Actually it is believed that the U.S. economy must grow its jobs base by 1,800,000 annually just to incorporate the growing work force and that is expected to increase as a secondary new wave of mini-baby boomers (1987-1996) begin entering the market in the next few years while supposed retiring original baby boomers will likely seek to stay in the employment market due to a substantial loss in 2008 with their retirement savings and housing values.
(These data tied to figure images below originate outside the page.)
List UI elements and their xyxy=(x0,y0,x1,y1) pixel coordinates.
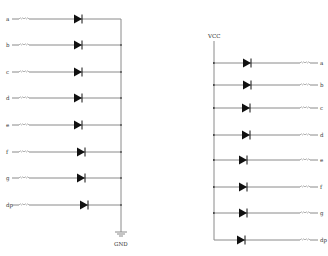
segment-label: a xyxy=(6,16,10,22)
diode-icon xyxy=(243,81,251,90)
segment-row-d: d xyxy=(6,94,122,103)
resistor-icon xyxy=(300,186,310,187)
segment-label: f xyxy=(320,184,323,190)
segment-row-f: f xyxy=(6,148,122,157)
vcc-label: VCC xyxy=(207,33,220,39)
segment-label: e xyxy=(6,122,9,128)
segment-label: d xyxy=(6,95,10,101)
diode-icon xyxy=(239,156,247,165)
resistor-icon xyxy=(300,84,310,85)
segment-label: e xyxy=(320,157,323,163)
resistor-icon xyxy=(19,71,29,72)
segment-label: dp xyxy=(320,237,328,244)
segment-row-a: a xyxy=(6,15,121,24)
resistor-icon xyxy=(300,239,310,240)
diode-icon xyxy=(74,121,82,130)
segment-row-b: b xyxy=(6,41,122,50)
diode-icon xyxy=(242,131,250,140)
resistor-icon xyxy=(300,134,310,135)
diode-icon xyxy=(239,183,247,192)
segment-row-f: f xyxy=(213,183,323,192)
resistor-icon xyxy=(300,62,310,63)
segment-label: b xyxy=(6,42,10,48)
diode-icon xyxy=(74,94,82,103)
resistor-icon xyxy=(300,159,310,160)
diode-icon xyxy=(77,148,85,157)
segment-label: d xyxy=(320,132,324,138)
segment-label: c xyxy=(320,105,323,111)
diode-icon xyxy=(74,15,82,24)
diode-icon xyxy=(74,41,82,50)
diode-icon xyxy=(237,236,245,245)
segment-row-b: b xyxy=(213,81,324,90)
segment-label: g xyxy=(320,210,324,217)
common-cathode-circuit: abcdefgdpGND xyxy=(6,15,128,248)
resistor-icon xyxy=(19,151,29,152)
diode-icon xyxy=(239,209,247,218)
resistor-icon xyxy=(19,18,29,19)
led-schematic-diagram: abcdefgdpGND VCCabcdefgdp xyxy=(0,0,328,256)
segment-row-c: c xyxy=(213,104,323,113)
segment-row-dp: dp xyxy=(214,236,328,245)
segment-label: f xyxy=(6,149,9,155)
segment-row-dp: dp xyxy=(6,201,122,210)
segment-row-e: e xyxy=(6,121,122,130)
resistor-icon xyxy=(19,97,29,98)
diode-icon xyxy=(243,59,251,68)
ground-symbol xyxy=(115,232,127,236)
segment-label: g xyxy=(6,175,10,182)
segment-row-a: a xyxy=(213,59,324,68)
diode-icon xyxy=(74,68,82,77)
diode-icon xyxy=(77,174,85,183)
segment-label: c xyxy=(6,69,9,75)
segment-row-e: e xyxy=(213,156,323,165)
gnd-label: GND xyxy=(114,241,128,247)
resistor-icon xyxy=(300,107,310,108)
common-anode-circuit: VCCabcdefgdp xyxy=(207,33,328,245)
segment-label: b xyxy=(320,82,324,88)
resistor-icon xyxy=(19,204,29,205)
segment-row-d: d xyxy=(213,131,324,140)
segment-row-c: c xyxy=(6,68,122,77)
segment-row-g: g xyxy=(213,209,324,218)
segment-row-g: g xyxy=(6,174,122,183)
resistor-icon xyxy=(19,177,29,178)
resistor-icon xyxy=(19,44,29,45)
resistor-icon xyxy=(19,124,29,125)
segment-label: a xyxy=(320,60,324,66)
diode-icon xyxy=(242,104,250,113)
resistor-icon xyxy=(300,212,310,213)
diode-icon xyxy=(80,201,88,210)
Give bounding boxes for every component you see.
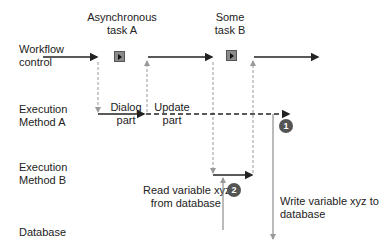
task-b-play-icon [226,50,237,61]
step-badge-2: 2 [227,183,241,197]
task-a-play-icon [114,51,125,62]
diagram-lines [0,0,387,249]
step-badge-1: 1 [279,119,293,133]
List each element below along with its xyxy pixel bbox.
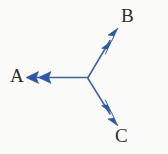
vector-canvas [0,0,168,154]
vector-diagram: A B C [0,0,168,154]
vector-c [88,79,118,127]
vector-label-b: B [121,6,134,25]
vector-label-a: A [10,66,24,85]
vector-b [88,28,118,78]
vector-b-arrowhead-outer [108,28,118,41]
vector-a [26,72,88,84]
vector-label-c: C [115,126,128,145]
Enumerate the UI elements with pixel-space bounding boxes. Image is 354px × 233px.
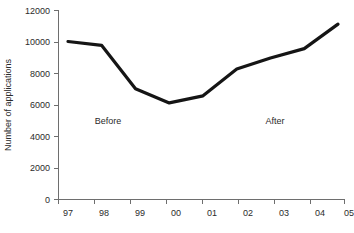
x-tick-label: 97: [63, 208, 73, 218]
x-tick-label: 98: [99, 208, 109, 218]
y-tick-label: 8000: [30, 69, 50, 79]
y-tick-label: 12000: [25, 6, 50, 16]
y-axis-title: Number of applications: [3, 58, 13, 151]
x-tick-label: 99: [135, 208, 145, 218]
chart-container: 0 2000 4000 6000 8000 10000 12000 Number…: [0, 0, 354, 233]
x-tick-label: 05: [344, 208, 354, 218]
chart-background: [0, 0, 354, 233]
line-chart: 0 2000 4000 6000 8000 10000 12000 Number…: [0, 0, 354, 233]
y-tick-label: 10000: [25, 37, 50, 47]
x-tick-label: 02: [243, 208, 253, 218]
y-tick-label: 2000: [30, 163, 50, 173]
x-tick-label: 04: [315, 208, 325, 218]
annotation-after: After: [265, 116, 284, 126]
x-tick-label: 00: [171, 208, 181, 218]
y-tick-label: 0: [45, 195, 50, 205]
annotation-before: Before: [95, 116, 122, 126]
x-tick-label: 01: [207, 208, 217, 218]
x-tick-label: 03: [279, 208, 289, 218]
y-tick-label: 4000: [30, 132, 50, 142]
y-tick-label: 6000: [30, 100, 50, 110]
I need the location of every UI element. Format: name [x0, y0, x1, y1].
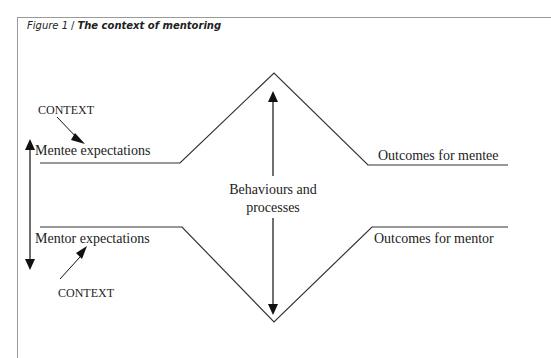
outcomes-mentor-label: Outcomes for mentor: [374, 231, 494, 246]
center-label-line1: Behaviours and: [229, 182, 316, 197]
mentor-expectations-label: Mentor expectations: [35, 231, 150, 246]
center-arrow-up-head-icon: [268, 91, 278, 102]
context-bottom-arrowhead-icon: [76, 246, 87, 259]
center-label-line2: processes: [246, 200, 300, 215]
mentee-expectations-label: Mentee expectations: [35, 143, 150, 158]
left-arrow-up-head-icon: [25, 139, 35, 150]
context-bottom-arrow: [60, 257, 80, 279]
center-arrow-down-head-icon: [268, 304, 278, 315]
outcomes-mentee-label: Outcomes for mentee: [378, 148, 499, 163]
left-arrow-down-head-icon: [25, 259, 35, 270]
context-top-label: CONTEXT: [38, 103, 95, 117]
context-bottom-label: CONTEXT: [58, 286, 115, 300]
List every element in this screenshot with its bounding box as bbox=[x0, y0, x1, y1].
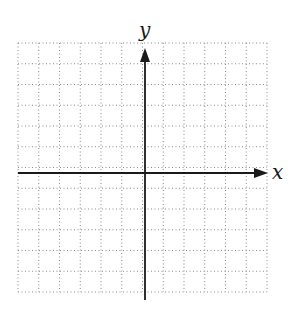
coordinate-plane: x y bbox=[0, 0, 290, 310]
axes: x y bbox=[18, 18, 283, 300]
x-axis-label: x bbox=[272, 160, 283, 184]
y-axis-arrow-icon bbox=[140, 48, 150, 62]
x-axis-arrow-icon bbox=[254, 168, 268, 178]
y-axis-label: y bbox=[138, 18, 151, 42]
grid bbox=[18, 43, 267, 292]
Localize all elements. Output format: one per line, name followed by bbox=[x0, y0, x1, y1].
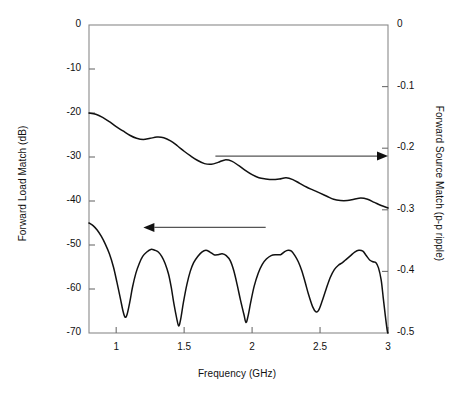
y-right-tick-label: -0.1 bbox=[397, 80, 447, 91]
x-tick-label: 2.5 bbox=[300, 341, 340, 352]
y-right-tick-label: -0.5 bbox=[397, 326, 447, 337]
y-left-tick-label: -40 bbox=[33, 194, 81, 205]
curve-load-match bbox=[89, 223, 388, 333]
x-tick-label: 1.5 bbox=[164, 341, 204, 352]
plot-frame bbox=[89, 25, 388, 333]
y-axis-right-ticks bbox=[382, 87, 388, 272]
x-axis-title: Frequency (GHz) bbox=[147, 368, 327, 379]
curve-source-match bbox=[89, 113, 388, 208]
arrow-to-left-axis-head bbox=[143, 223, 154, 232]
y-left-tick-label: -60 bbox=[33, 282, 81, 293]
y-left-tick-label: -70 bbox=[33, 326, 81, 337]
y-axis-left-title: Forward Load Match (dB) bbox=[17, 104, 28, 264]
x-axis-ticks bbox=[116, 327, 388, 333]
y-right-tick-label: -0.3 bbox=[397, 203, 447, 214]
x-tick-label: 2 bbox=[232, 341, 272, 352]
x-tick-label: 1 bbox=[96, 341, 136, 352]
arrow-to-right-axis-head bbox=[377, 152, 388, 161]
y-axis-right-title: Forward Source Match (p-p ripple) bbox=[434, 89, 445, 279]
y-left-tick-label: -50 bbox=[33, 238, 81, 249]
y-axis-left-ticks bbox=[89, 69, 95, 289]
chart-figure: Forward Load Match (dB) Forward Source M… bbox=[0, 0, 454, 397]
y-right-tick-label: 0 bbox=[397, 18, 447, 29]
y-left-tick-label: -20 bbox=[33, 106, 81, 117]
y-left-tick-label: -30 bbox=[33, 150, 81, 161]
data-curves bbox=[89, 113, 388, 333]
annotation-arrows bbox=[143, 152, 388, 232]
x-tick-label: 3 bbox=[368, 341, 408, 352]
y-left-tick-label: 0 bbox=[33, 18, 81, 29]
y-right-tick-label: -0.2 bbox=[397, 141, 447, 152]
y-right-tick-label: -0.4 bbox=[397, 264, 447, 275]
y-left-tick-label: -10 bbox=[33, 62, 81, 73]
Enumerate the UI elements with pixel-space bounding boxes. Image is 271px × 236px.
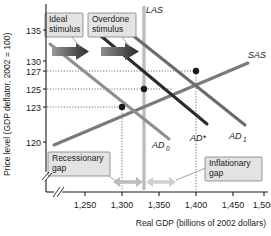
y-tick-label-127: 127	[26, 67, 41, 77]
economics-ad-as-chart: Ideal stimulus Overdone stimulus Recessi…	[0, 0, 271, 236]
overdone-stimulus-line2: stimulus	[92, 24, 123, 34]
callout-ideal-stimulus: Ideal stimulus	[45, 13, 83, 37]
recessionary-gap-line1: Recessionary	[52, 153, 104, 163]
x-tick-label-1350: 1,350	[148, 200, 171, 210]
recessionary-gap-line2: gap	[52, 163, 66, 173]
x-tick-label-1250: 1,250	[74, 200, 97, 210]
y-tick-label-130: 130	[26, 57, 41, 67]
overdone-stimulus-line1: Overdone	[92, 14, 130, 24]
ideal-stimulus-line1: Ideal	[49, 14, 68, 24]
callout-recessionary-gap: Recessionary gap	[48, 152, 110, 176]
chart-canvas: Ideal stimulus Overdone stimulus Recessi…	[0, 0, 271, 236]
x-axis-title: Real GDP (billions of 2002 dollars)	[136, 218, 266, 228]
sas-label: SAS	[248, 50, 266, 60]
equilibrium-point-initial	[119, 104, 125, 110]
x-tick-label-1500: 1,500	[253, 200, 271, 210]
x-tick-label-1300: 1,300	[111, 200, 134, 210]
equilibrium-point-full-employment	[141, 86, 147, 92]
equilibrium-point-above-full-employment	[193, 68, 199, 74]
y-tick-label-120: 120	[26, 138, 41, 148]
y-tick-label-125: 125	[26, 85, 41, 95]
inflationary-gap-line2: gap	[209, 168, 223, 178]
x-tick-label-1400: 1,400	[185, 200, 208, 210]
ad-star-label-text: AD*	[189, 133, 207, 143]
y-axis-title: Price level (GDP deflator, 2002 = 100)	[2, 33, 12, 176]
y-tick-label-123: 123	[26, 103, 41, 113]
ad1-label-text: AD	[228, 131, 242, 141]
callout-inflationary-gap: Inflationary gap	[205, 157, 262, 181]
ad1-label-subscript: 1	[243, 136, 247, 143]
las-label: LAS	[146, 5, 163, 15]
x-tick-label-1450: 1,450	[222, 200, 245, 210]
ad0-label-text: AD	[151, 140, 165, 150]
y-tick-label-135: 135	[26, 26, 41, 36]
callout-overdone-stimulus: Overdone stimulus	[88, 13, 136, 37]
inflationary-gap-line1: Inflationary	[209, 158, 251, 168]
ad-star-label: AD*	[189, 133, 207, 143]
ad0-label-subscript: 0	[166, 145, 170, 152]
ideal-stimulus-line2: stimulus	[49, 24, 80, 34]
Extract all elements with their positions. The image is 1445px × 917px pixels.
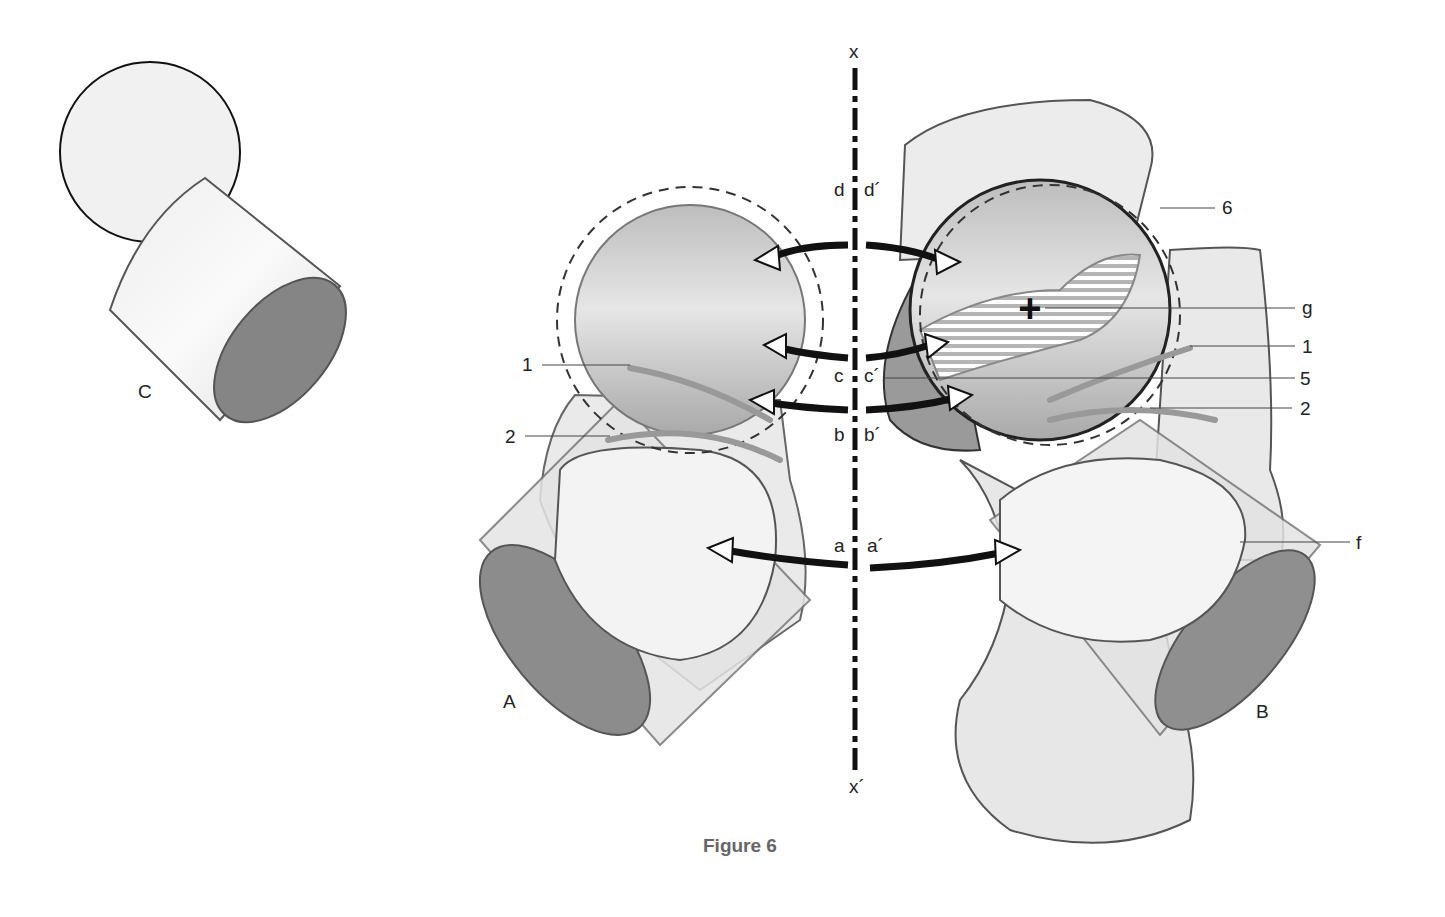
figure-caption: Figure 6 <box>703 835 777 856</box>
view-label-c: C <box>138 381 152 402</box>
figure-canvas: + x x´ d d´ c c´ b b´ a a´ 1 2 6 g 1 <box>0 0 1445 917</box>
view-a-diagram <box>449 187 823 763</box>
label-d: d <box>834 179 845 200</box>
label-b-prime: b´ <box>864 424 881 445</box>
view-c-diagram <box>60 62 371 446</box>
view-b-diagram: + <box>884 100 1343 843</box>
view-label-b: B <box>1256 701 1269 722</box>
callout-1-left: 1 <box>522 354 533 375</box>
callout-2-right: 2 <box>1300 398 1311 419</box>
callout-f: f <box>1356 532 1362 553</box>
label-a-prime: a´ <box>867 535 884 556</box>
label-c: c <box>834 365 844 386</box>
axis-label-top: x <box>849 41 859 62</box>
label-d-prime: d´ <box>864 179 881 200</box>
label-c-prime: c´ <box>864 365 880 386</box>
plus-icon: + <box>1018 286 1041 330</box>
callout-6: 6 <box>1222 197 1233 218</box>
view-label-a: A <box>503 691 516 712</box>
callout-g: g <box>1302 297 1313 318</box>
axis-label-bottom: x´ <box>849 776 865 797</box>
label-b: b <box>834 424 845 445</box>
callout-2-left: 2 <box>505 426 516 447</box>
callout-5: 5 <box>1300 368 1311 389</box>
callout-1-right: 1 <box>1302 336 1313 357</box>
arrow-d-left <box>770 245 848 258</box>
label-a: a <box>834 535 845 556</box>
arrow-a-right <box>870 553 1000 568</box>
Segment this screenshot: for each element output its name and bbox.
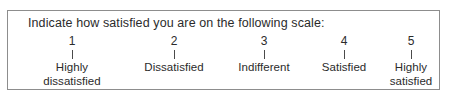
scale-point-number-2: 2 [126, 35, 222, 48]
scale-tick-icon-1 [72, 50, 73, 59]
scale-point-1[interactable]: 1 Highly dissatisfied [24, 35, 120, 88]
scale-point-label-5: Highly satisfied [363, 61, 449, 88]
scale-point-number-5: 5 [363, 35, 449, 48]
question-prompt-text: Indicate how satisfied you are on the fo… [28, 16, 325, 30]
scale-point-label-5-line1: Highly [363, 61, 449, 75]
scale-point-number-1: 1 [24, 35, 120, 48]
scale-point-label-1-line1: Highly [24, 61, 120, 75]
scale-point-label-2: Dissatisfied [126, 61, 222, 75]
scale-tick-icon-2 [174, 50, 175, 59]
scale-tick-icon-3 [264, 50, 265, 59]
likert-scale-row: 1 Highly dissatisfied 2 Dissatisfied 3 I… [8, 35, 439, 89]
scale-point-label-5-line2: satisfied [363, 75, 449, 89]
scale-point-2[interactable]: 2 Dissatisfied [126, 35, 222, 75]
scale-tick-icon-5 [411, 50, 412, 59]
scale-point-label-1-line2: dissatisfied [24, 75, 120, 89]
scale-tick-icon-4 [344, 50, 345, 59]
scale-point-label-2-line1: Dissatisfied [126, 61, 222, 75]
survey-scale-panel: Indicate how satisfied you are on the fo… [7, 10, 440, 90]
scale-point-label-1: Highly dissatisfied [24, 61, 120, 88]
scale-point-5[interactable]: 5 Highly satisfied [363, 35, 449, 88]
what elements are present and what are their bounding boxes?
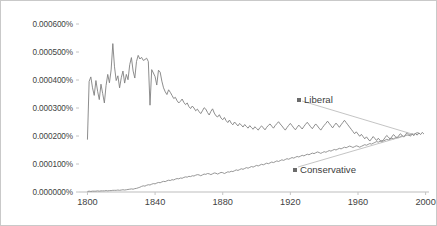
x-axis-tick-label: 1800	[77, 197, 97, 207]
ngram-chart: 0.000600%0.000500%0.000400%0.000300%0.00…	[0, 0, 437, 226]
legend-item-conservative[interactable]: Conservative	[293, 164, 356, 175]
x-axis-tick-label: 2000	[415, 197, 435, 207]
x-axis-tick-label: 1960	[348, 197, 368, 207]
legend-item-liberal[interactable]: Liberal	[297, 94, 333, 105]
x-axis-tick-label: 1920	[280, 197, 300, 207]
legend-swatch-conservative	[293, 168, 297, 172]
legend-label-liberal: Liberal	[304, 94, 333, 105]
x-axis-tick-label: 1880	[212, 197, 232, 207]
legend-swatch-liberal	[297, 98, 301, 102]
x-axis-labels: 180018401880192019602000	[1, 1, 437, 226]
x-axis-tick-label: 1840	[145, 197, 165, 207]
legend-label-conservative: Conservative	[300, 164, 356, 175]
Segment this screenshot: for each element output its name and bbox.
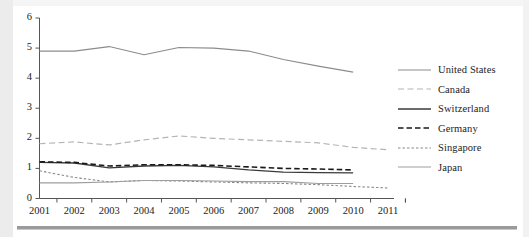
series-line-canada xyxy=(40,136,389,150)
legend-label: Singapore xyxy=(438,142,481,153)
figure-page: 0123456 20012002200320042005200620072008… xyxy=(0,0,529,237)
legend-label: United States xyxy=(438,64,496,75)
legend-line-swatch-icon xyxy=(398,162,431,172)
legend-item-canada[interactable]: Canada xyxy=(398,80,523,100)
y-tick-label: 0 xyxy=(16,192,32,203)
series-line-united-states xyxy=(40,47,354,73)
page-bottom-rule-shadow xyxy=(17,229,517,230)
y-tick-label: 3 xyxy=(16,101,32,112)
series-line-germany xyxy=(40,162,354,170)
legend-item-singapore[interactable]: Singapore xyxy=(398,138,523,158)
legend-label: Switzerland xyxy=(438,103,489,114)
legend-item-japan[interactable]: Japan xyxy=(398,158,523,178)
y-tick-label: 6 xyxy=(16,11,32,22)
legend-item-switzerland[interactable]: Switzerland xyxy=(398,99,523,119)
legend-line-swatch-icon xyxy=(398,65,431,75)
y-tick-label: 2 xyxy=(16,131,32,142)
legend-label: Germany xyxy=(438,123,478,134)
y-tick-label: 5 xyxy=(16,41,32,52)
legend-label: Japan xyxy=(438,162,462,173)
legend-item-united-states[interactable]: United States xyxy=(398,60,523,80)
legend-line-swatch-icon xyxy=(398,123,431,133)
legend-line-swatch-icon xyxy=(398,143,431,153)
legend-label: Canada xyxy=(438,84,470,95)
x-tick-label: 2011 xyxy=(368,205,408,216)
chart-legend: United StatesCanadaSwitzerlandGermanySin… xyxy=(398,60,523,177)
legend-line-swatch-icon xyxy=(398,84,431,94)
y-tick-label: 1 xyxy=(16,161,32,172)
legend-item-germany[interactable]: Germany xyxy=(398,119,523,139)
y-tick-label: 4 xyxy=(16,71,32,82)
legend-line-swatch-icon xyxy=(398,104,431,114)
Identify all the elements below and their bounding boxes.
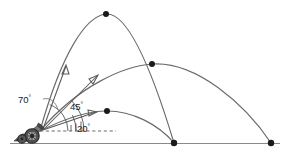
cannon-wheel-rear-hub (21, 138, 24, 141)
angle-label-20: 20° (77, 123, 91, 135)
marker-dot-apex-20 (104, 108, 110, 114)
angle-label-70: 70° (18, 94, 32, 106)
diagram-canvas: 70° 45° 20° (0, 0, 284, 159)
launch-ray-70 (43, 66, 66, 129)
angle-label-45: 45° (70, 101, 84, 113)
angle-label-70-degree: ° (29, 94, 32, 101)
cannon-launcher-icon (14, 123, 44, 143)
marker-dot-apex-70 (103, 11, 109, 17)
marker-dot-landing-near (171, 140, 177, 146)
marker-dot-apex-45 (149, 61, 155, 67)
angle-label-45-value: 45 (70, 101, 81, 112)
trajectory-path-20 (40, 111, 174, 143)
angle-label-45-degree: ° (81, 101, 84, 108)
projectile-diagram: 70° 45° 20° (0, 0, 284, 159)
cannon-wheel-hub (30, 134, 34, 138)
angle-label-20-degree: ° (88, 123, 91, 130)
angle-label-70-value: 70 (18, 94, 29, 105)
arrowhead-70-icon (62, 65, 69, 74)
angle-label-20-value: 20 (77, 123, 88, 134)
marker-dot-landing-far (268, 140, 274, 146)
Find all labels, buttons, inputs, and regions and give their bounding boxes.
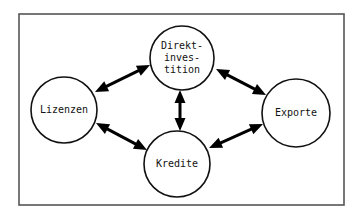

So this stimulus package for all its imperfection must do this, make up for Bush's utter incompetence to the tune of 11,500,000 jobs (and possibly another 3,000,000 tacked on in 2009 as the Great Recession digs deeper) and also incorporate the expected growth of at least 17,000,000 through those eight years (hopefully).

Now a little historical comparison: Bush-43 created 2.95M jobs (maybe), Bill Clinton created 23.00M jobs, Bush-41 created 2.5M jobs, Reagan created 15.5M jobs, Carter 10.5M jobs, Nixon/Ford 11.5M jobs, JFK/LBJ 16M jobs and Eisenhower 3.5M jobs (with about half the population). Truman 8.7M and FDR is credited with a growth of 15.7M, (5.5M '33-'37, 3.3M '37-'41, 7.4M '41-'45). The issue with FDR was that he still did not make up the entire net job loss of Hoover until after 1940.

Right now I would take 23M jobs over the eight succeeding years but that is still short 7M jobs. Whomever is saying that FDR didn't bring us out of the Great Depression of any Republican Presidency knows about the economy is absolutely uninformed or plain stupid.